In the works of Andrzej Panufnik there is a clearly discernible strand of compositions inspired by old Polish music. Originating from the years immediately after the war, on the wave of reconstructing Polish culture after the ravages of war, this strand lasted until 1966, when he wrote Jagiellonian Triptych for a special concert in London to celebrate the Polish Millennium, which he organised together with the painter Andrzej Dzierżyński. Together with the Wind Quintet (Quintetto academico), composed in 1952 but discovered and published only after Panufnik’s death, the strand of early music comprises five works: Divertimento, Old Polish Suite, Concerto in modo antico (Gothic Concerto), Wind Quintet (Quintetto academico') and Jagiellonian Triptych.
Among these works, only Divertimento is a reconstruction of works by a single composer, Feliks Janiewicz. His Trios for Two Violins and Cello, discovered in the collection of PWM Edition (The Polish Music Publishers), were arranged by Panufnik for a string orchestra. The other compositions are to a greater degree works by Panufnik himself. By juxtaposing various fragments of early works, the composer combined them into cohesive wholes, giving them a new sound quality while retaining the style and character of early music.
As well as arrangements of old Polish music, references to the music of the past can also be found in Panufnik’s other works. One example is Bogurodzica, which the composer used twice. In Sinfonia Sacra the melody and the interval structure of this medieval song provided the basis for the music material of the whole work. Nearly twenty years later, in Sinfonia Votiva, Bogurodzica appears only as an allusion, in the form of a quotation comprising a few notes. Both works are closely associated with religion, hence the use of a medieval song. Panufnik reached for the melodics and character of traditional religious songs, as well as Gregorian chant, in other compositions inspired by religion.
An interest in pre-classical music, not only Polish but, for example, English, was also apparent in Panufnik’s work as a conductor. By including in his Birmingham concert programmes works by almost forgotten British composers (Avison, Boyce, and also Byrd), whose manuscripts he found in the British Museum during his first visit to Britain in 1938, he came to be regarded as a Polish conductor who was making the British people familiar with their own music.
Undoubtedly the whole of musical past had great significance for Panufnik. His work as a conductor allowed him to familiarise himself with an enormous repertoire, and this in turn had an influence not only on his inspiration as a composer, but also on his approach to composing, in which the continuity of musical tradition played a key part.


→ REQUIRED ACTION
Go through the records and copy each line where the word "system" occurs.

Saved data entries:
+ + + + + + +

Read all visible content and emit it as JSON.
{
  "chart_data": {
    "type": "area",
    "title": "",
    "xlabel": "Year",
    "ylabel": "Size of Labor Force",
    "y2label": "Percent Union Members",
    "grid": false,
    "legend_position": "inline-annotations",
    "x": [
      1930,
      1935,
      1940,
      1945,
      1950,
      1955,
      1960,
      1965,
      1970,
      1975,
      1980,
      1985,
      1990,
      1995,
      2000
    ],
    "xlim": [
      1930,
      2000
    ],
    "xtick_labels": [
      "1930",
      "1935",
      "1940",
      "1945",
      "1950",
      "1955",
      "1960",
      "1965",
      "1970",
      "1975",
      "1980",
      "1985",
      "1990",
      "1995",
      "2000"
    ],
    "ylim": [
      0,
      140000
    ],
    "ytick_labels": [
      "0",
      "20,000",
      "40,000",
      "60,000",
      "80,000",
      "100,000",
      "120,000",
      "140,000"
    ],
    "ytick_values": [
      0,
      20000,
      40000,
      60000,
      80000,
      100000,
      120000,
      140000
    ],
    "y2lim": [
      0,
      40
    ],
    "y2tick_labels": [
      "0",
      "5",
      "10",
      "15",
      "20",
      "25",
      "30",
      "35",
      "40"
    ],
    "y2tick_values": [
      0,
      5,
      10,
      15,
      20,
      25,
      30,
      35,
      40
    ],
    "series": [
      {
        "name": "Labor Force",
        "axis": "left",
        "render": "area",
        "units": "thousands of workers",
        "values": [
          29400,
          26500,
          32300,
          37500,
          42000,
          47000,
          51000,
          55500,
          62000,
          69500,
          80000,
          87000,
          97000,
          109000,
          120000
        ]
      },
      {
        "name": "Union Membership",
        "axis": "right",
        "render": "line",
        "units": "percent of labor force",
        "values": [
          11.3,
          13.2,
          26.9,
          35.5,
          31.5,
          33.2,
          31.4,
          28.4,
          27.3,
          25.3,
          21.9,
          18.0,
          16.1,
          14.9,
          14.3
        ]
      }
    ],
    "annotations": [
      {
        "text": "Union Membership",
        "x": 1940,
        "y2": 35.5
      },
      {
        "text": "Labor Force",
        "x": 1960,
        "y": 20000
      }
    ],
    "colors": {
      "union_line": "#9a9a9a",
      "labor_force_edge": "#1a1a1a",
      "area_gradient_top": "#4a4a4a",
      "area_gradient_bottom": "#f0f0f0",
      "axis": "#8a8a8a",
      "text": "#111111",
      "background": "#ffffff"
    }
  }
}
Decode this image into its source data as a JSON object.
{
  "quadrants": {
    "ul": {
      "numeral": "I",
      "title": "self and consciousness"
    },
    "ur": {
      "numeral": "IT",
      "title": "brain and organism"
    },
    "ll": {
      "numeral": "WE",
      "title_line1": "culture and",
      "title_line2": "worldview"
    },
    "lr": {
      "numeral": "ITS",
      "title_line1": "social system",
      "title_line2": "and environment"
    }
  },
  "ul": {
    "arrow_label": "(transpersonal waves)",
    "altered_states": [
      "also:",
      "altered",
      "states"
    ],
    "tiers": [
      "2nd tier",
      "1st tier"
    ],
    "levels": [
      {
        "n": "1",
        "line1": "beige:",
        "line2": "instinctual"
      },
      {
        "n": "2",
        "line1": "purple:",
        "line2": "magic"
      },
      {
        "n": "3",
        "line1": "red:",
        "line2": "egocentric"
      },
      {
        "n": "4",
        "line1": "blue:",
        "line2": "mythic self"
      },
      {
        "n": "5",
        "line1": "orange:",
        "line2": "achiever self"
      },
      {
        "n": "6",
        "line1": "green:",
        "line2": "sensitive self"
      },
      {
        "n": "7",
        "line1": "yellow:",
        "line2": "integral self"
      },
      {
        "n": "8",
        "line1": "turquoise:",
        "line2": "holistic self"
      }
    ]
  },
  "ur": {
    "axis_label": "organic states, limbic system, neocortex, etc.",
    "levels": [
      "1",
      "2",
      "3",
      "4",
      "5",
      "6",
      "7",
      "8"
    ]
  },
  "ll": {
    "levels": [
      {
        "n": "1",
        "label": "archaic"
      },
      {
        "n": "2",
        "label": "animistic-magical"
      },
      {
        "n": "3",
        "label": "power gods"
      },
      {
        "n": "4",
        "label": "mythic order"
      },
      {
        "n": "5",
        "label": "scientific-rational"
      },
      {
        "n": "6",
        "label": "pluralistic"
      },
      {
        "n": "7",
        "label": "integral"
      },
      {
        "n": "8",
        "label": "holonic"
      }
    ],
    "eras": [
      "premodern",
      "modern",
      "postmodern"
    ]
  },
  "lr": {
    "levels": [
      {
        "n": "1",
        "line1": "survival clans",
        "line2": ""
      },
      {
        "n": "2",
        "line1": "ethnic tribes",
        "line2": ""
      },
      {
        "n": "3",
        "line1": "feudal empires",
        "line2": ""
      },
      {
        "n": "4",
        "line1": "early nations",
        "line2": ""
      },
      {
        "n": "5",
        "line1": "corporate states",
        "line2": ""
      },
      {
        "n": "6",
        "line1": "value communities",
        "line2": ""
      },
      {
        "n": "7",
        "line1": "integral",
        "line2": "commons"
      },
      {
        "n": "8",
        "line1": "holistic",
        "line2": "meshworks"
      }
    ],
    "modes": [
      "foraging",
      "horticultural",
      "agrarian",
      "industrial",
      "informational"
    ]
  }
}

+ + + + + + +

→ OUTPUT
      "title_line1": "social system",
    "axis_label": "organic states, limbic system, neocortex, etc.",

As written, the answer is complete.